I like this direction a lot, in part because while I'm wearing my messaging hat, I can imagine various ways to enhance people's messaging experiences on the web using this approach.
Boris Zbarsky wrote: > Bryan White wrote: >> 1) Assigning a custom view to a <tree>. This is critical >> functionality. Without custom tree views I would not be using XUL. >> I long for the day when something similar makes its way into HTML but >> I am not holding my breath.
> OK. That doesn't need dynamic per-JS-stackframe permissions, though, > right?
My recollection is this was not always the case but I do not know when it changed.
>> 3) Opening windows to other XUL or HTML applications. This code >> really bothers me: >> var blocked = PB.getBoolPref("dom.disable_open_during_load"); >> if(blocked) >> PB.setBoolPref("dom.disable_open_during_load",false); >> win = window.open(url,name,features); >> if(win) win.focus(); >> if(blocked) >> PB.setBoolPref("dom.disable_open_during_load",true); >> Manipulating browser preferences in this instance is scary.
> This looks like you're trying to bypass the popup blocker, no? Why do > you need to do that, exactly?
It is possible this is not needed.

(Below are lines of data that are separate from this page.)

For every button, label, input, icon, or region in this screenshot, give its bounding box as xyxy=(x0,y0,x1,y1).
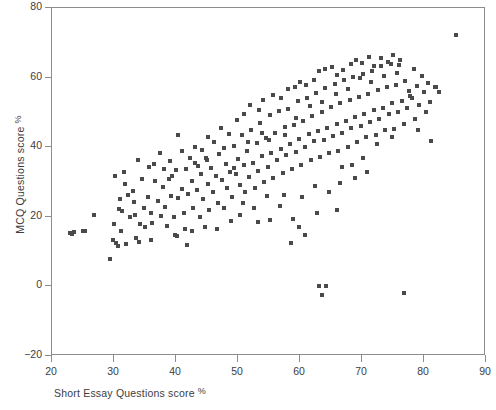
y-axis-title-unit: % xyxy=(13,115,23,123)
data-point xyxy=(382,74,386,78)
y-axis-tick-label: −20 xyxy=(0,348,42,360)
data-point xyxy=(229,219,233,223)
data-point xyxy=(353,115,357,119)
data-point xyxy=(413,117,417,121)
data-point xyxy=(375,142,379,146)
data-point xyxy=(307,132,311,136)
data-point xyxy=(128,215,132,219)
data-point xyxy=(247,175,251,179)
data-point xyxy=(257,108,261,112)
data-point xyxy=(230,195,234,199)
data-point xyxy=(361,156,365,160)
data-point xyxy=(340,165,344,169)
data-point xyxy=(162,167,166,171)
y-axis-tick xyxy=(45,216,52,217)
data-point xyxy=(429,139,433,143)
data-point xyxy=(391,53,395,57)
data-point xyxy=(234,172,238,176)
data-point xyxy=(353,176,357,180)
data-point xyxy=(349,62,353,66)
x-axis-tick-label: 30 xyxy=(93,365,133,377)
data-point xyxy=(395,71,399,75)
data-point xyxy=(336,149,340,153)
data-point xyxy=(161,185,165,189)
data-point xyxy=(303,233,307,237)
data-point xyxy=(322,138,326,142)
data-point xyxy=(253,186,257,190)
data-point xyxy=(298,80,302,84)
data-point xyxy=(268,113,272,117)
data-point xyxy=(260,131,264,135)
data-point xyxy=(454,33,458,37)
data-point xyxy=(284,153,288,157)
data-point xyxy=(327,151,331,155)
data-point xyxy=(256,169,260,173)
data-point xyxy=(403,79,407,83)
data-point xyxy=(132,200,136,204)
data-point xyxy=(320,110,324,114)
data-point xyxy=(242,163,246,167)
data-point xyxy=(351,75,355,79)
data-point xyxy=(156,199,160,203)
data-point xyxy=(198,215,202,219)
data-point xyxy=(258,121,262,125)
data-point xyxy=(273,131,277,135)
x-axis-tick-label: 80 xyxy=(403,365,443,377)
x-axis-tick-label: 40 xyxy=(155,365,195,377)
data-point xyxy=(323,86,327,90)
data-point xyxy=(299,163,303,167)
data-point xyxy=(152,162,156,166)
x-axis-tick xyxy=(485,355,486,362)
y-axis-tick-label: 0 xyxy=(0,278,42,290)
data-point xyxy=(195,188,199,192)
y-axis-tick xyxy=(45,285,52,286)
data-point xyxy=(170,174,174,178)
data-point xyxy=(279,96,283,100)
data-point xyxy=(379,56,383,60)
data-point xyxy=(354,58,358,62)
data-point xyxy=(201,197,205,201)
data-point xyxy=(376,88,380,92)
data-point xyxy=(165,224,169,228)
data-point xyxy=(405,106,409,110)
data-point xyxy=(308,104,312,108)
data-point xyxy=(324,284,328,288)
data-point xyxy=(256,220,260,224)
data-point xyxy=(362,112,366,116)
data-point xyxy=(370,69,374,73)
data-point xyxy=(342,78,346,82)
data-point xyxy=(119,229,123,233)
data-point xyxy=(211,190,215,194)
data-point xyxy=(138,222,142,226)
data-point xyxy=(349,126,353,130)
data-point xyxy=(313,184,317,188)
scatter-plot-figure: 806040200−20 2030405060708090 Short Essa… xyxy=(0,0,496,410)
y-axis-tick xyxy=(45,7,52,8)
data-point xyxy=(188,156,192,160)
data-point xyxy=(335,208,339,212)
data-point xyxy=(92,213,96,217)
data-point xyxy=(207,208,211,212)
data-point xyxy=(416,128,420,132)
data-point xyxy=(338,181,342,185)
data-point xyxy=(396,110,400,114)
data-point xyxy=(426,81,430,85)
data-point xyxy=(199,172,203,176)
data-point xyxy=(83,229,87,233)
data-point xyxy=(227,132,231,136)
data-point xyxy=(392,127,396,131)
data-point xyxy=(190,179,194,183)
data-point xyxy=(72,230,76,234)
data-point xyxy=(153,179,157,183)
data-point xyxy=(412,67,416,71)
data-point xyxy=(323,67,327,71)
data-point xyxy=(318,155,322,159)
data-point xyxy=(377,117,381,121)
data-point xyxy=(215,227,219,231)
data-point xyxy=(147,165,151,169)
data-point xyxy=(124,242,128,246)
data-point xyxy=(112,222,116,226)
data-points-layer xyxy=(52,8,484,354)
data-point xyxy=(357,95,361,99)
data-point xyxy=(394,83,398,87)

I remember having problems at one time with windows not opening. I quick test shows it is not now needed. I need to do a more through test.

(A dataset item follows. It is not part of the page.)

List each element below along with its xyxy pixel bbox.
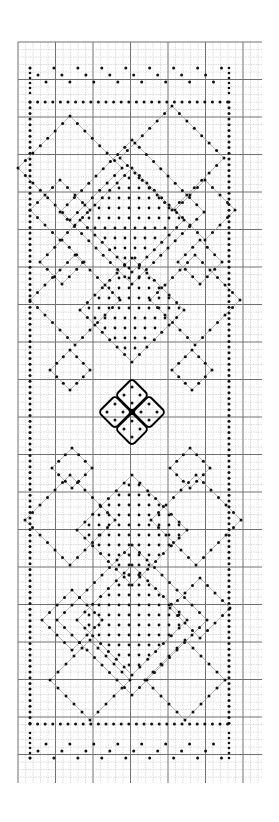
lace-pricking-diagram xyxy=(0,0,279,822)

>> 7) Printing the content of an iframe. iframe.contentWindow.print().
> An iframe you don't control, right?
>> 9) iframe.contentWindow.scrollTo(0,pos);
> Again, if the subframe is something you don't control, correct?
I just tried both the above without the privs and it seems to work. Perhaps it did not at some point in the past.
>> 10) drag and drop
> Firefox 3.1 is shipping an implementation of the HTML5 d&d API. Does > that address your use cases?
I have not looked at HTML5 d&d yet. I hope to soon.
>> One of my pet peaves is the dialog that pops up the first time the >> user runs an app.
> How would you like the setup to look here, in terms of the user > basically allowing you to do whatever you want with their computer?
It is not how it looks. The problem is if the user does not grant the access it does not ask again and there is no good way to get it to ask again. The remembered decision does not show up anywhere in the Options stuff (at least that I can find).